Consumers have reviewed this discretionary spend and have moved their purchasing choices to less expensive “private label” products, where from a packaging point of view the margins are typically not as high as for the branded products.
However, it is necessary to look at other packaging sectors that have not been knocked back: “In the flexibles side, which is more food, meat and cheese and the like, packaging companies probably actually had better margins in 2009 than in 2008. This was primarily because volumes were about the same but their material costs came down a bit, especially if you look at resin prices. Equally, the metal cans for food and beverage all had a good year in 2009 versus paper.” He notes R&D spend
in PET, plastics and metal continues to be high.

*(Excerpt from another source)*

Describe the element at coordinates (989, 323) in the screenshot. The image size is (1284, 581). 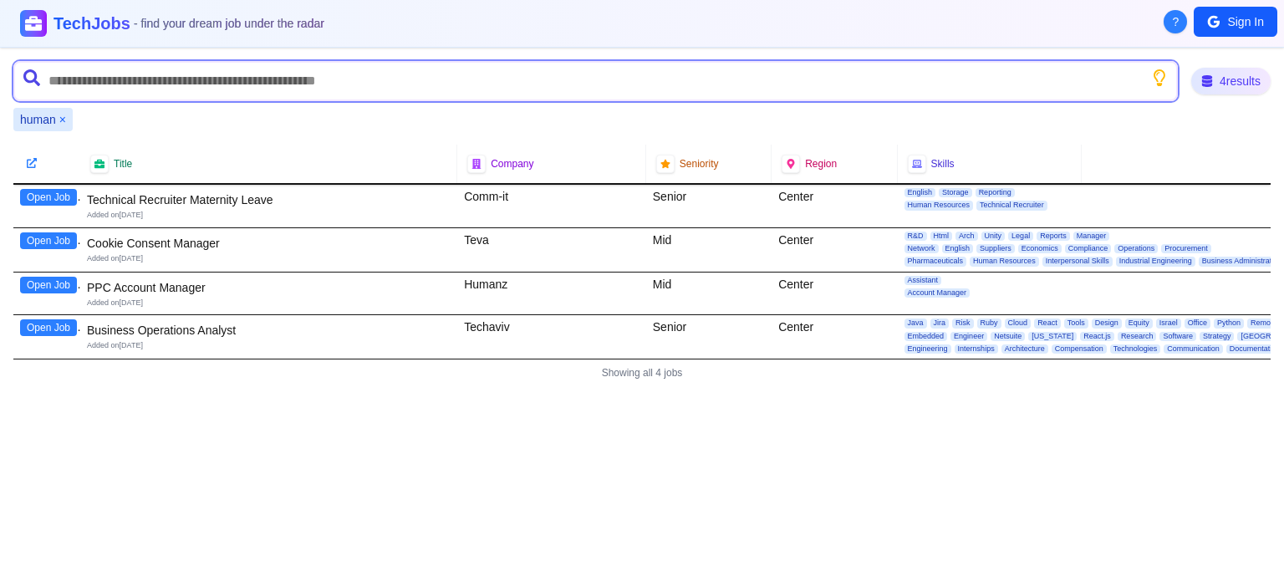
I see `span: Ruby` at that location.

The victims of the downturn have clearly been paper-based producers. Smurfit-Stone, Pliant, AbitibiBowater, Caraustar and Fraser Papers in 2009 all sought Chapter 11 protection. Pliant was later taken over by Berry Plastics and Caraustar was bought by private investors.
“Most of the non-paper packaging companies tend to be leveraged 2.5 to three times and they can support this because their cash flows tend to be more stable,” says Chrysikopoulos. “The paper companies by contrast cannot support a lot of leverage because their cash flows tend to be extremely volatile. And that is where their troubles have come from.”

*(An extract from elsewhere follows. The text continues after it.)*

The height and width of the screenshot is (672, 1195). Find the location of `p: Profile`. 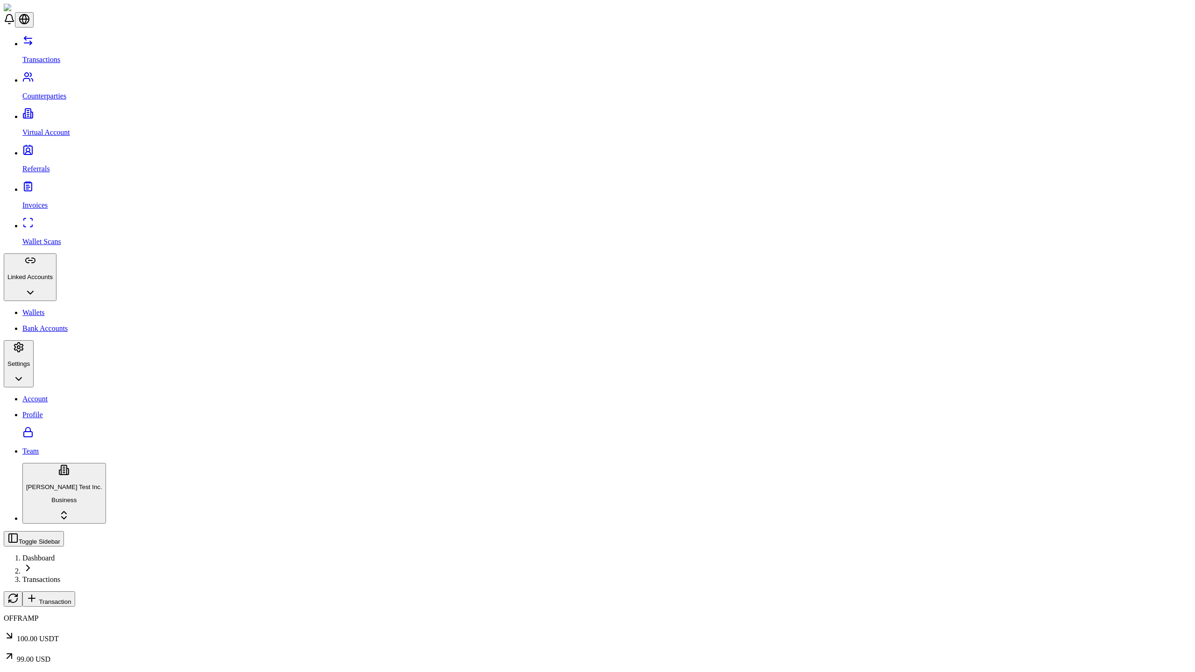

p: Profile is located at coordinates (607, 415).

In the view of a London-based analyst: “The problem with these folks is that they did not see the downturn coming. They were carrying high levels of debt. But they had a product portfolio which, despite the hype, was in all honesty stuck in old costs and old functionality. It is a cruel question to ask but in a high-velocity, fast-moving sector like packaging, does the paper-based end of the business really have all that many ‘game changing’ initiatives to offer?”
Chrysikopoulos takes the view that while paper still has strong product value, troubled companies in the sector have not attracted takeovers because of high debt levels. “Also, if you look at Fraser Paper, it has mixed asset quality – some good, some bad – no one found the assets strategic enough to pay a fair price.”
Smurfit-Stone, he adds, is a large company in need of restructuring. Besides container board and corrugated containers, it also has automated packaging solutions, packaging design products and a consultancy.
Chrysikopoulos believes 2010 will see economic recovery and a boost to M&A activity. “The share price performance continues to be decent, which is a strong indicator, though for sure there will be bumps. The margins have continued to improve and the valuations are getting better. The dialogue and level of activity we have seen so far around M&A is quite encouraging.
“I think we are going to see strategic buyers continuing to be more aggressive and more capable of paying high multiples for the assets they really want. The flip side of this is that we will see more of the packaging companies that are owned by financial sponsors coming to market.
“The packaging companies are not as cyclical or volatile as some other sectors, so valuations are coming to a level where it makes sense for financial buyers to take some money off the table”.
A disparate industry
Packaging and converting remains a disparate industry, says Chrysikopoulos. However, more companies are looking to size and scale to match consolidation. “Consolidation at customer level has led to increased purchasing power and reduced leverage packaging companies have had.
“We are already seeing strategic investors trying to rebalance their portfolios. If, for instance, they are in three different business lines and two of the three are stronger, they are beginning to say to themselves that they should exit that third business and take the capital and either pay down debt and strengthen the balance sheet or take that money and redeploy it into the businesses where they are already stronger.”